These reporters write such bollocks. They are clueless…

That’s a bit harsh. MY plane is now under the care of SAC, and I certainly couldn’t tell you the difference between a trust and beneficial ownership. I just cross my fingers and hope it all works.

LFMD, France

Airborne_Again wrote:

If the prosecution had to dig up that rule, they have to be desperate.

Not desperate, just efficient. By using this rule the court in some cases can avoid that they have to do an evaluation based on a foreign law in a different legal system that neither the court not the parties are really familiar with.

Germany

Airborne_Again wrote:

If the prosecution had to dig up that rule, they have to be desperate

I am inclined to think the lack of AOC would have been the main charge, say the accident happened in G-reg (Art104) but it was probably easy to prosecute under Art250 as lack of AOC/permission is default case for N-reg as Malibuflyer said

Strictly speaking the flight was departing in French airspace, only the destination in UK but the crash was in Channel Islands which belong to UK airspace….

Offering commercial transport and public transport flights (Art104)
Restriction on carriage in foreign registered aircraft (Art250)

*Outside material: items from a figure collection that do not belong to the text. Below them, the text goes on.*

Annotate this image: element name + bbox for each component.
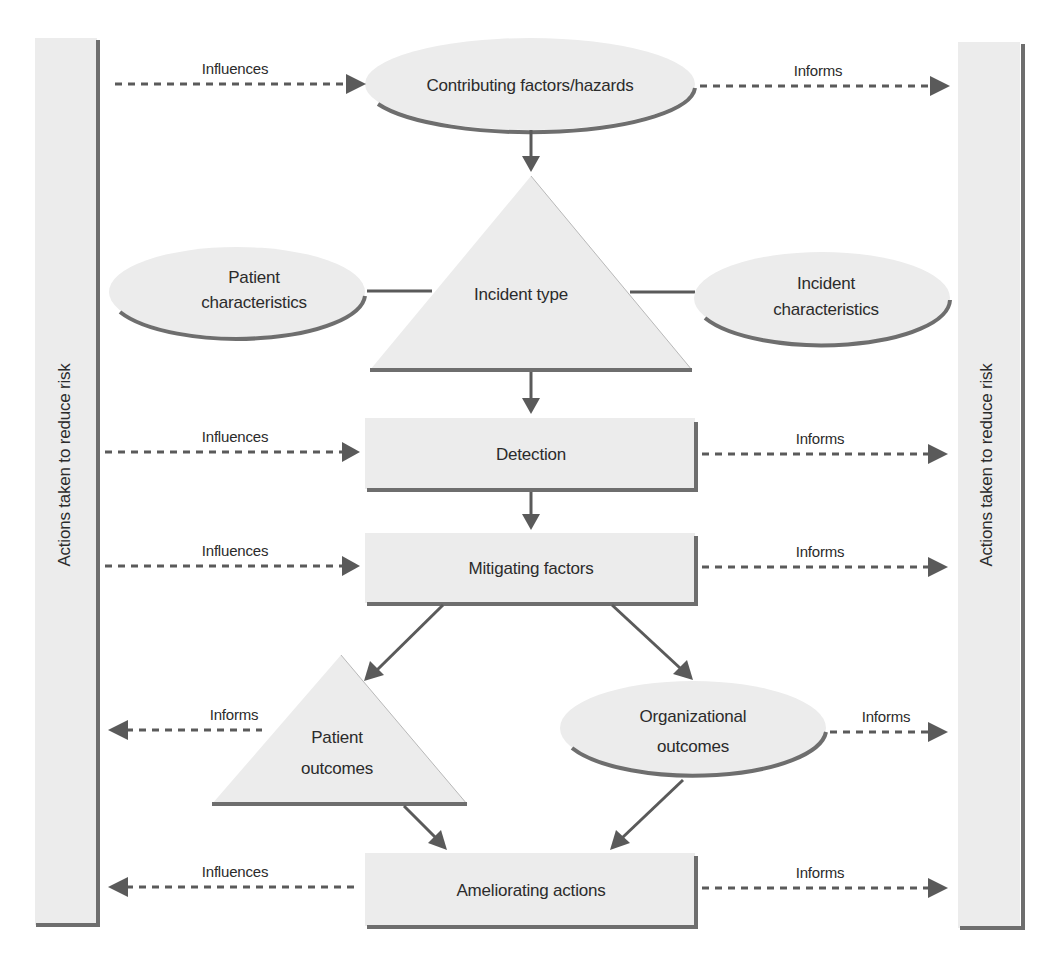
edge-detection-to-mitigating: [522, 492, 540, 530]
patient-characteristics-line1: Patient: [228, 268, 280, 287]
edge-org-outcomes-informs: Informs: [830, 708, 948, 742]
edge-mitigating-to-org-outcomes: [612, 605, 693, 680]
arrowhead-right-icon: [928, 444, 948, 464]
incident-triangle: [370, 176, 692, 370]
arrowhead-left-icon: [108, 720, 128, 740]
node-incident-type[interactable]: Incident type: [370, 176, 692, 370]
node-ameliorating-actions[interactable]: Ameliorating actions: [365, 853, 696, 927]
right-side-bar: Actions taken to reduce risk: [958, 42, 1023, 928]
edge-patient-outcomes-informs: Informs: [108, 706, 262, 740]
arrowhead-right-icon: [342, 442, 360, 462]
edge-label: Informs: [794, 62, 843, 79]
edge-label: Informs: [796, 543, 845, 560]
node-organizational-outcomes[interactable]: Organizational outcomes: [560, 681, 826, 776]
edge-mitigating-influences: Influences: [105, 542, 360, 576]
detection-label: Detection: [496, 445, 566, 464]
ameliorating-label: Ameliorating actions: [456, 881, 605, 900]
solid-line: [404, 806, 436, 838]
edge-mitigating-to-patient-outcomes: [364, 605, 443, 681]
incident-characteristics-line2: characteristics: [773, 300, 879, 319]
arrowhead-right-icon: [930, 76, 950, 96]
edge-incident-to-detection: [522, 372, 540, 414]
patient-outcomes-line2: outcomes: [301, 759, 373, 778]
arrowhead-down-icon: [522, 398, 540, 414]
incident-type-label: Incident type: [474, 285, 568, 304]
org-outcomes-line1: Organizational: [640, 707, 747, 726]
edge-contributing-informs: Informs: [700, 62, 950, 96]
edge-ameliorating-influences: Influences: [108, 863, 356, 897]
node-contributing-factors[interactable]: Contributing factors/hazards: [365, 38, 695, 132]
edge-label: Influences: [202, 428, 268, 445]
edge-contributing-influences: Influences: [115, 60, 366, 94]
solid-line: [612, 605, 680, 668]
mitigating-label: Mitigating factors: [469, 559, 594, 578]
node-detection[interactable]: Detection: [365, 418, 696, 490]
arrowhead-right-icon: [342, 556, 360, 576]
org-outcomes-line2: outcomes: [657, 737, 729, 756]
solid-line: [377, 605, 443, 670]
arrowhead-down-icon: [522, 156, 540, 172]
edge-mitigating-informs: Informs: [702, 543, 948, 577]
arrowhead-right-icon: [928, 557, 948, 577]
contributing-label: Contributing factors/hazards: [426, 76, 633, 95]
edge-detection-influences: Influences: [105, 428, 360, 462]
solid-line: [622, 780, 683, 838]
edge-label: Influences: [202, 60, 268, 77]
edge-label: Influences: [202, 542, 268, 559]
left-side-bar: Actions taken to reduce risk: [35, 38, 98, 925]
edge-label: Informs: [796, 864, 845, 881]
edge-contributing-to-incident: [522, 130, 540, 172]
node-incident-characteristics[interactable]: Incident characteristics: [694, 252, 950, 345]
edge-label: Informs: [862, 708, 911, 725]
edge-ameliorating-informs: Informs: [702, 864, 948, 898]
patient-outcomes-line1: Patient: [311, 728, 363, 747]
arrowhead-down-icon: [522, 514, 540, 530]
arrowhead-right-icon: [928, 878, 948, 898]
edge-detection-informs: Informs: [702, 430, 948, 464]
node-patient-characteristics[interactable]: Patient characteristics: [109, 247, 365, 339]
arrowhead-left-icon: [108, 877, 128, 897]
edge-org-outcomes-to-ameliorating: [610, 780, 683, 850]
arrowhead-right-icon: [346, 74, 366, 94]
patient-characteristics-ellipse: [109, 247, 365, 337]
incident-model-diagram: Actions taken to reduce risk Actions tak…: [0, 0, 1061, 977]
edge-label: Informs: [796, 430, 845, 447]
incident-characteristics-line1: Incident: [797, 274, 855, 293]
edge-label: Influences: [202, 863, 268, 880]
edge-label: Informs: [210, 706, 259, 723]
patient-characteristics-line2: characteristics: [201, 293, 307, 312]
left-bar-label: Actions taken to reduce risk: [55, 363, 74, 567]
arrowhead-right-icon: [928, 722, 948, 742]
node-patient-outcomes[interactable]: Patient outcomes: [212, 655, 467, 804]
node-mitigating-factors[interactable]: Mitigating factors: [365, 533, 696, 604]
edge-patient-outcomes-to-ameliorating: [404, 806, 447, 850]
right-bar-label: Actions taken to reduce risk: [977, 363, 996, 567]
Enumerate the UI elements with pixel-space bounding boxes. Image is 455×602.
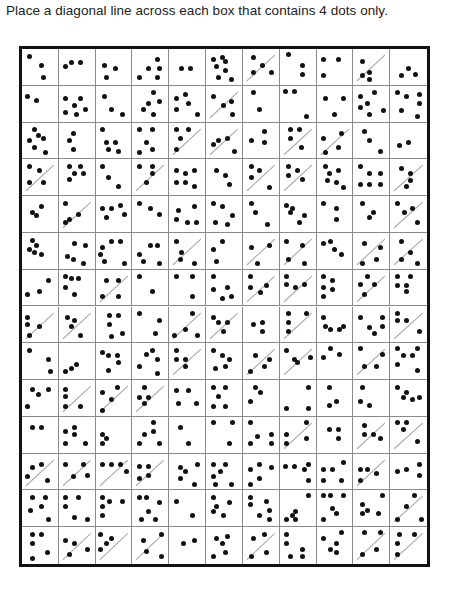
grid-box[interactable] xyxy=(353,123,390,160)
grid-box[interactable] xyxy=(353,159,390,196)
grid-box[interactable] xyxy=(169,454,206,491)
grid-box[interactable] xyxy=(206,417,243,454)
grid-box[interactable] xyxy=(206,86,243,123)
grid-box[interactable] xyxy=(280,233,317,270)
grid-box[interactable] xyxy=(22,307,59,344)
grid-box[interactable] xyxy=(59,527,96,564)
grid-box[interactable] xyxy=(206,233,243,270)
grid-box[interactable] xyxy=(96,49,133,86)
grid-box[interactable] xyxy=(317,123,354,160)
grid-box[interactable] xyxy=(22,159,59,196)
grid-box[interactable] xyxy=(22,527,59,564)
grid-box[interactable] xyxy=(96,490,133,527)
grid-box[interactable] xyxy=(390,343,427,380)
grid-box[interactable] xyxy=(243,270,280,307)
grid-box[interactable] xyxy=(59,159,96,196)
grid-box[interactable] xyxy=(132,307,169,344)
grid-box[interactable] xyxy=(132,454,169,491)
grid-box[interactable] xyxy=(206,196,243,233)
grid-box[interactable] xyxy=(280,343,317,380)
grid-box[interactable] xyxy=(280,380,317,417)
grid-box[interactable] xyxy=(353,527,390,564)
grid-box[interactable] xyxy=(390,380,427,417)
grid-box[interactable] xyxy=(243,490,280,527)
grid-box[interactable] xyxy=(169,417,206,454)
grid-box[interactable] xyxy=(22,490,59,527)
grid-box[interactable] xyxy=(280,86,317,123)
grid-box[interactable] xyxy=(280,270,317,307)
grid-box[interactable] xyxy=(390,454,427,491)
grid-box[interactable] xyxy=(169,527,206,564)
grid-box[interactable] xyxy=(96,233,133,270)
grid-box[interactable] xyxy=(206,490,243,527)
grid-box[interactable] xyxy=(353,270,390,307)
grid-box[interactable] xyxy=(353,233,390,270)
grid-box[interactable] xyxy=(280,159,317,196)
grid-box[interactable] xyxy=(169,49,206,86)
grid-box[interactable] xyxy=(280,196,317,233)
grid-box[interactable] xyxy=(169,233,206,270)
grid-box[interactable] xyxy=(317,490,354,527)
grid-box[interactable] xyxy=(96,270,133,307)
grid-box[interactable] xyxy=(390,159,427,196)
grid-box[interactable] xyxy=(280,307,317,344)
grid-box[interactable] xyxy=(243,307,280,344)
grid-box[interactable] xyxy=(353,417,390,454)
grid-box[interactable] xyxy=(132,380,169,417)
grid-box[interactable] xyxy=(206,380,243,417)
grid-box[interactable] xyxy=(59,86,96,123)
grid-box[interactable] xyxy=(59,380,96,417)
grid-box[interactable] xyxy=(96,196,133,233)
grid-box[interactable] xyxy=(243,86,280,123)
grid-box[interactable] xyxy=(243,49,280,86)
grid-box[interactable] xyxy=(353,307,390,344)
grid-box[interactable] xyxy=(353,196,390,233)
grid-box[interactable] xyxy=(390,123,427,160)
grid-box[interactable] xyxy=(169,196,206,233)
grid-box[interactable] xyxy=(169,307,206,344)
grid-box[interactable] xyxy=(132,490,169,527)
grid-box[interactable] xyxy=(206,454,243,491)
grid-box[interactable] xyxy=(132,343,169,380)
grid-box[interactable] xyxy=(206,270,243,307)
grid-box[interactable] xyxy=(317,527,354,564)
grid-box[interactable] xyxy=(280,123,317,160)
grid-box[interactable] xyxy=(96,454,133,491)
grid-box[interactable] xyxy=(132,270,169,307)
grid-box[interactable] xyxy=(169,380,206,417)
grid-box[interactable] xyxy=(22,343,59,380)
grid-box[interactable] xyxy=(280,490,317,527)
grid-box[interactable] xyxy=(169,270,206,307)
grid-box[interactable] xyxy=(390,86,427,123)
grid-box[interactable] xyxy=(353,490,390,527)
grid-box[interactable] xyxy=(96,307,133,344)
grid-box[interactable] xyxy=(169,490,206,527)
grid-box[interactable] xyxy=(280,527,317,564)
grid-box[interactable] xyxy=(96,86,133,123)
grid-box[interactable] xyxy=(132,123,169,160)
grid-box[interactable] xyxy=(59,490,96,527)
grid-box[interactable] xyxy=(59,454,96,491)
grid-box[interactable] xyxy=(317,86,354,123)
grid-box[interactable] xyxy=(22,270,59,307)
grid-box[interactable] xyxy=(243,380,280,417)
grid-box[interactable] xyxy=(390,307,427,344)
grid-box[interactable] xyxy=(280,49,317,86)
grid-box[interactable] xyxy=(169,343,206,380)
grid-box[interactable] xyxy=(243,159,280,196)
grid-box[interactable] xyxy=(353,454,390,491)
grid-box[interactable] xyxy=(206,343,243,380)
grid-box[interactable] xyxy=(169,123,206,160)
grid-box[interactable] xyxy=(22,417,59,454)
grid-box[interactable] xyxy=(96,123,133,160)
grid-box[interactable] xyxy=(353,343,390,380)
grid-box[interactable] xyxy=(317,270,354,307)
grid-box[interactable] xyxy=(317,49,354,86)
grid-box[interactable] xyxy=(280,417,317,454)
grid-box[interactable] xyxy=(132,417,169,454)
grid-box[interactable] xyxy=(317,343,354,380)
grid-box[interactable] xyxy=(59,233,96,270)
grid-box[interactable] xyxy=(317,454,354,491)
grid-box[interactable] xyxy=(206,123,243,160)
grid-box[interactable] xyxy=(353,380,390,417)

https://www.legislation.gov.uk/uksi/2016/765/article/104
https://www.legislation.gov.uk/uksi/2016/765/article/250

Last Edited by Ibra at 20 Oct 13:56
Paris/Essex, France/UK, United Kingdom

That’s not really the AOC requirement, is it?

That states that you need the permission of the Secretary of State; or the CAA, if carrying paying passengers.

The rule enables one to get a simple permission for ad-hoc “aerial work” – like this.

Now, let’s say you tell them you want to be doing this regularly. Or perhaps you bought some business with a load of orange-painted A320s. They will come back and say you need an AOC

The details of what exactly needs an AOC, what the conditions are, how much, etc, are not published AFAIK, and every country is different, which is why you get weird ops like one in Ireland which crashes and then people ask why it was running under a Spanish AOC. Or why Netjets use a Portugese AOC.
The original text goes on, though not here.